I think the interfaces and functionality of readdlm, readcsv, and readtable are a bit muddled right now. I would like to propose some clarified meaning and interfaces.
readdlm(input, T::Type=Float64; delim='\t', eol=r"\r?\n?") => Matrix{T}
I'm not sure if the delimiter should be positional or keyword, but that's not super important. The important parts are:
- It always returns a homogenous matrix of a single type, defaulting to Float64, since, hey, that's our bread-and-butter.
- It does not do any fancy escaping of any kind: if the delimiter is tab, there is no way to include tabs in field; likewise, there is no way to include an end-of-line sequence in a field.
readcsv(input, T::Type=Float64) => Matrix{T}
Like readdlm, this should always return a matrix of homogeneous type. However, I think that this should *not* be a simple wrapper for readdlm with comma as the delimiter – instead, it should support correct CSV reading. Relegating the ability to properly and efficiently read the ubiquitous CSV format to DataFrames doesn't make any sense to me – that ability has nothing to do with a tabular data format that allows each column to have a different type. If you want to read a CSV file with escaped commas into a matrix of strings, you should be able to do that without having to load it into a DataFrame.
readtable(input, ???)
I'm not sure what the signature should be here, but the *key* distinction between readtable [1], should be that it allows reading data where each column of data has a different type – i.e. a DataFrame. You should *only* need to use the functionality provided by DataFrames if you want to produce a DataFrame. Like I said above, you shouldn't need DataFrames to read a CSV file of strings into a Matrix{UTF8String}.
All of this should have common lower level common functionality to support it. In particular, there are two pieces of core functionality that seem to crucial to have fast, general versions of that can be used to build data structures:
- reading delimited data, a la readdlm
- reading CSV data, a la readcsv
It's unclear to me that constructing a DataFrame – i.e. a data structure that allows tabular data with heterogeneous types – should be tied to either format. You should be able to read a DataFrame using a simple dlm-style reader or a fancy csv-style reader that allows escaping and whatnot. It should also be possible to read ragged data where each row has a different number of values on it. That can be done in either simple delimited style of CSV style. Reading either delimited or CSV data should be supported in Base. Reading such data into a DataFrame should be in the DataFrames pacakge. This is going to require some careful refactoring to make sure that it remains fast, but I think it should be quite possible using a produce-consume model or carefully designed iterators.

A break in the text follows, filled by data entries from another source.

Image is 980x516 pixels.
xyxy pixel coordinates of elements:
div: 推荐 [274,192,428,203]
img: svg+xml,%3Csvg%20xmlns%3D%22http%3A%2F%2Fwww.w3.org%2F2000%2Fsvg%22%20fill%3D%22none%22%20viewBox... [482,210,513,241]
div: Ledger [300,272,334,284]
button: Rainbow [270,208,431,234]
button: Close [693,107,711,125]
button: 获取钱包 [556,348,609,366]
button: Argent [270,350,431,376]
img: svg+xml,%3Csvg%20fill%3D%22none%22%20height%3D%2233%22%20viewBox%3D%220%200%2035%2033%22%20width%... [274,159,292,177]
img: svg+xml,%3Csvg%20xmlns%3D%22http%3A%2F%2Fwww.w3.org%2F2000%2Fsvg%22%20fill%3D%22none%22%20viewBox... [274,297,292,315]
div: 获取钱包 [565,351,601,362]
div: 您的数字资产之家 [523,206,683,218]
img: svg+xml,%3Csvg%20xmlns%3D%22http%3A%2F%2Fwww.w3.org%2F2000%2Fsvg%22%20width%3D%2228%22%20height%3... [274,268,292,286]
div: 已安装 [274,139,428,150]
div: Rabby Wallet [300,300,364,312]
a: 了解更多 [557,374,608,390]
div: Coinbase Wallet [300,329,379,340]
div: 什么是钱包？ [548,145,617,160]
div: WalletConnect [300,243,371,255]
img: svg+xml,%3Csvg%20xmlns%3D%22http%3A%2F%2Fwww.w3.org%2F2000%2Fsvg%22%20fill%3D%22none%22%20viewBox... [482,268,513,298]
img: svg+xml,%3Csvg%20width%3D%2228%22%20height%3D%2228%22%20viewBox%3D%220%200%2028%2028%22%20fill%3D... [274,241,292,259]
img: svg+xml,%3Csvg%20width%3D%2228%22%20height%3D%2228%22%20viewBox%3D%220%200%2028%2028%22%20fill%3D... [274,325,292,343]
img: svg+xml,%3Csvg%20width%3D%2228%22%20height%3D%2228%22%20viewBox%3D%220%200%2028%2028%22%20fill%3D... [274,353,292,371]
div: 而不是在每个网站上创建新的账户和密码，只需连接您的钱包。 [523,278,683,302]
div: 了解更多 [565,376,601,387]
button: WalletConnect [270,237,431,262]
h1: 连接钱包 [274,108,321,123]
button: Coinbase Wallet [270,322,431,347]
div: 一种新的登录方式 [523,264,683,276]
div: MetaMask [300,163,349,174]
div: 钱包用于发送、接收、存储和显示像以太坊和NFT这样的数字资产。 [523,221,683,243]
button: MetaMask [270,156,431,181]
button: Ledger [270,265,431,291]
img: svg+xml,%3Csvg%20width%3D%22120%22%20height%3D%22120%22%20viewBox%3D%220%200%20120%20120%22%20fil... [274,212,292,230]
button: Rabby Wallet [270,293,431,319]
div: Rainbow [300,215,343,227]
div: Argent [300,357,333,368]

The ideal way this should work is that you compose a data reader – that gets elements and figures out when lines are done – with a data structure builder that takes those values, parses them and builds the data structure. Thus readdlm is the composition of a DLMReader with a MatrixBuilder or something like that, while readcsv is the composition of CSVReader with MatrixBuilder. There should be versions of readtable that use DLMReader or CSVReader, depending on the data format; the common thing should be the data structure side, which could be DataFrameBuilder or something like that. I don't really care about the names, which are kind of Javaesque as much as the composable design.
[1] I'm not super happy about the name "readtable", but it's ok. It seems a bit weird to say readtable and get an object of type DataFrame. Maybe calling this readdata or readframe or something?